Option a Jonathan Lethem Book for the Movies -- FREE!!!

Posted by Scalzi about 1 year ago | Permalink | Comments (0)

If you’ve read Jonathan Lethem’s new book You Don’t Love Me Yet and thought to yourself, “Why, I’d be the perfect person to make this film—if only Lethem would let me option this work for free,” then, oh boy, has your ship come in: Lethem plans to give away the film option for the book for free on May 15 to some lucky person (or comglomerate). The catch?

1. Lethem is asking for payment in the sum of 2% of the film’s budget, due upon the signing of a distribution deal;

2. Five years after the film is released, all ancillary rights to both the film and the novel get released to the public, meaning any common schmoe will get to play with the story and characters, up to and including remaking the movie with a new script.

Lethem explains the details, and the thinking behind them, here.

Will this crazy idea work? Possibly but probably not. I’ll explain more behind the cut.

I think there’s no doubt that Lethem will shortly be beset by legions of crazed recent NYU and USC film grads, all itchin’ to use the book as the source material that they would make with their actor friends using the hand-held hi-def video camera one of their fathers bought them over the holidays. I don’t envy Lethem’s assistant her slush-managing tasks in the wake of this announcement.

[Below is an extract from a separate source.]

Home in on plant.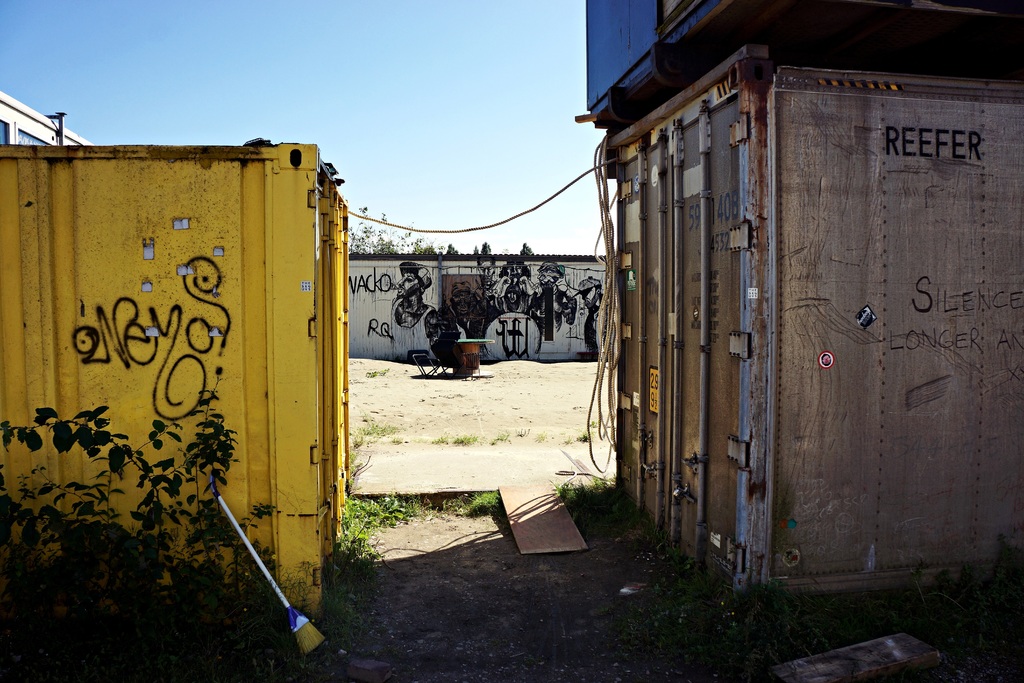
Homed in at pyautogui.locateOnScreen(591, 415, 598, 430).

But will Lethem find a producer who makes movies with actual studios and doesn’t have to hope to get picked up at Sundance? It gets shaky here. To begin, despite the conventional wisdom on this, most filmmakers do not offer huge sums of money to option books (trust me on this one). Lethem’s offering 0% down, which sounds nice, but demanding 2% of the budget in return is likely to give film producers pause. According to Variety, the average film cost film studios $100 million to make and market. So assuming a certain run-of-the-mill-ness to this project, Lethem would still be getting $2 million. Fiddling with the parameters (tying the fee to the production budget only, making it an indie film, doing it super-cheap, so on and etc) is still likely to funnel more money to Lethem than movie producers are usually comfortable giving a book author (Lethem better also have a damn fine lawyer, since an industry that can manage to hide all the profit on any single film just so they don’t have to pay net participants a dime will have no problem juggling the production budget books to make sure some writer doesn’t get paid more than he needs to be).

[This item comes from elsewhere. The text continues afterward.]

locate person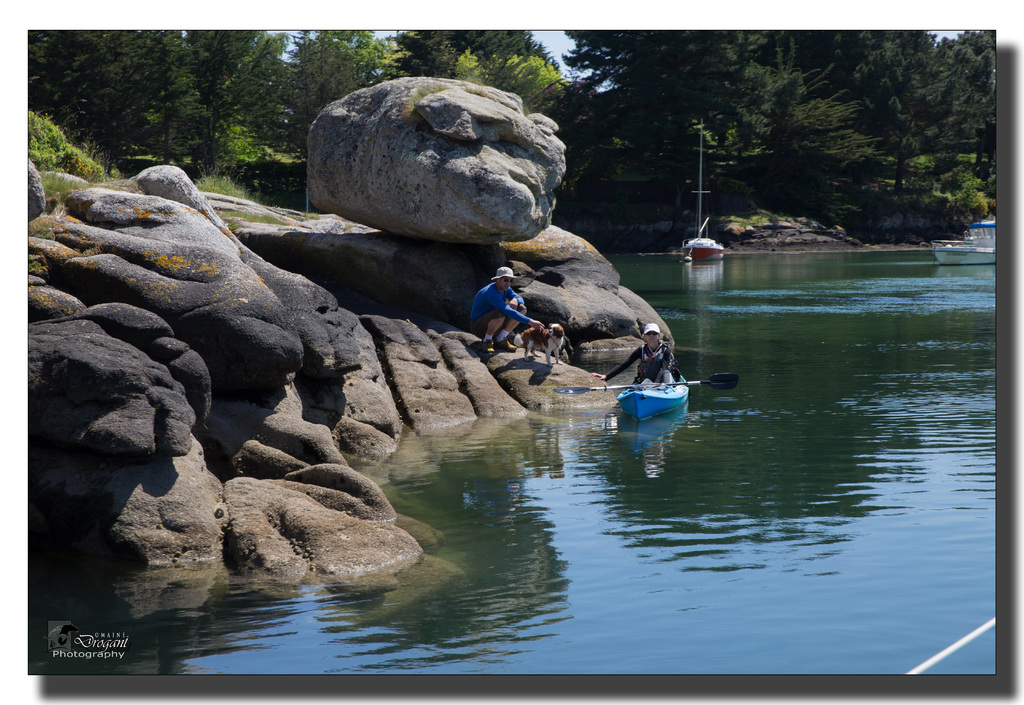
crop(588, 322, 666, 390)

But the real deal breaker is likely to be the second condition: moving the ancillary rights into the public domain five years after the film release. I can guarantee you that asking movie producers to give up rights (and the potential revenues those rights might provide) will cause aneurysms from Malibu to San Juan Capistrano. Leaving money on the table is simply not done. The last person who did that was the guy at 20th Century Fox who decided it would be a good idea to let George Lucas have the sequel and licensing rights to Star Wars in exchange for paying him less to direct the film. Hollywood is having a good year at the moment, thanks to the box office of 300, Road Hogs, Ghost Rider and Norbit, which means studios (and their faux-independent art house divisions) are less inclined to do something that gives them less control of a property.

Lethem’s best chance is not with a studio, but with someone who wants to stick it to the studios; for example, someone like billionaire Mark Cuban, who owns a theater chain, a film production company, and who has experimented with releasing movies simultaneously to theaters and to DVD, just to see what would happen. Cuban is the sort of financially perverse fellow who would agree to produce the film under Lethem’s terms, just to watch Hollywood freak out about it.

Outside of that, “super-indie” is the way I see this one going, although I would be delighted to be proved wrong. “Super-indie” may suit Lethem just fine, however. Clearly, if he’s trying to option his work this particular way, he’s not terribly concerned with the payday. Seriously, film school dudes: You might as well make an offer.